President Donald Trump weighed in Friday morning, taking the side of the protesters who gathered around and, eventually, in the capitol calling from “freedom” from Whitmer’s stay-at-home order. Some of those protesters carried guns into the galleries above where the lawmakers debated.

Trump has appeared to take a particular dislike to Whitmer, saying in March that he had a “big problem” with the “young, a woman governor” and later referring to her as “that woman in Michigan.” He even bestowed on her a nickname: “Gretchen ‘Half’ Whitmer.”

The Republican leaders of the legislature took a position in line with Trump’s. As midnight, the expiration date for Whitmer’s emergency declaration, came and went, they refused to renew it.

Whitmer maintains that she doesn’t need the legislature’s approval to extend the declaration; the legislature says she does. The two sides cite conflicting state laws to support their positions.

Senate Majority Leader Mike Shirkey (R) promised legal action during his Thursday night floor speech, should Whitmer press on unilaterally.

“The Senate will also authorize filing a lawsuit against the Governor,” he said. “If she does not recognize the end of the emergency declaration, we have no other choice but to act for our constituents.”

He also referenced a compromise rejected by the governor, an allusion to one of the most dramatic moments of the past week’s quarrels. On Wednesday, Whitmer’s office leaked emails with Shirkey’s aides in which his chief of staff tried to barter a one- or two-week extension of the emergency declaration in exchange for Whitmer’s public promise that she will go through the legislature, and not executive order, with future stay-at-home orders. Whitmer turned down the offer, asserting that the emergency declaration will endure whether Republicans like it or not.

In a biting statement and trio of executive orders released after the Republicans’ inaction Thursday night, Whitmer ignored Shirkey’s warnings of legal action and pressed ahead with another executive order to extend the emergency declaration through May 28.

“While some members of the legislature might believe this crisis is over, common sense and all of the scientific data tells us we’re not out of the woods yet,” she said. “By refusing to extend the emergency and disaster declaration, Republican lawmakers are putting their heads in the sand and putting more lives and livelihoods at risk. I’m not going to let that happen.”

With the trifecta of orders, Whitmer ended the current state of emergency, then issued two new emergency declarations, one under each of the conflicting state laws governing her emergency powers.

The double-team emergency orders seem to be an attempt to cover her bases. She declared the first under the Emergency Powers of the Governor Act of 1945, which gives the governor broad powers without any time constraints.
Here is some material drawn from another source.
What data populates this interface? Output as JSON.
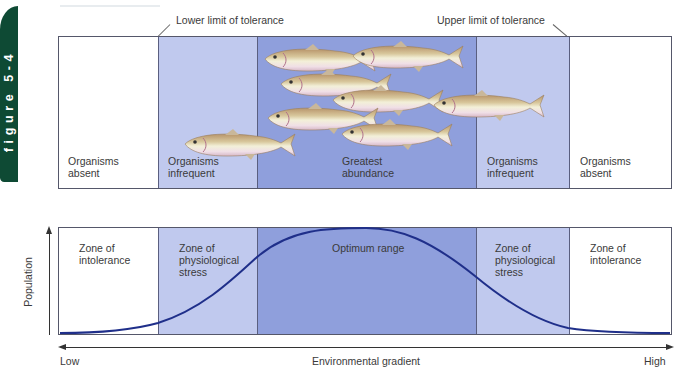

She issued the second under the Emergency Management Act of 1976, which only allots the governor 28 days of authority under a state of emergency before the legislature must approve an extension. Her first order technically ending the current state of emergency seems to be a way to skirt the law’s legislative extension requirement.

It remains to be seen whether such maneuvers will work, if the Republicans do take her to court.

In a response to Trump, or the armed protesters, or the Republican legislature, or maybe all three, Whitmer wordlessly let a spokeswoman do the talking Friday morning.

Correction: This article initially referred to the guns some protesters were holding as machine guns. In reality, they were reported to be assault rifles.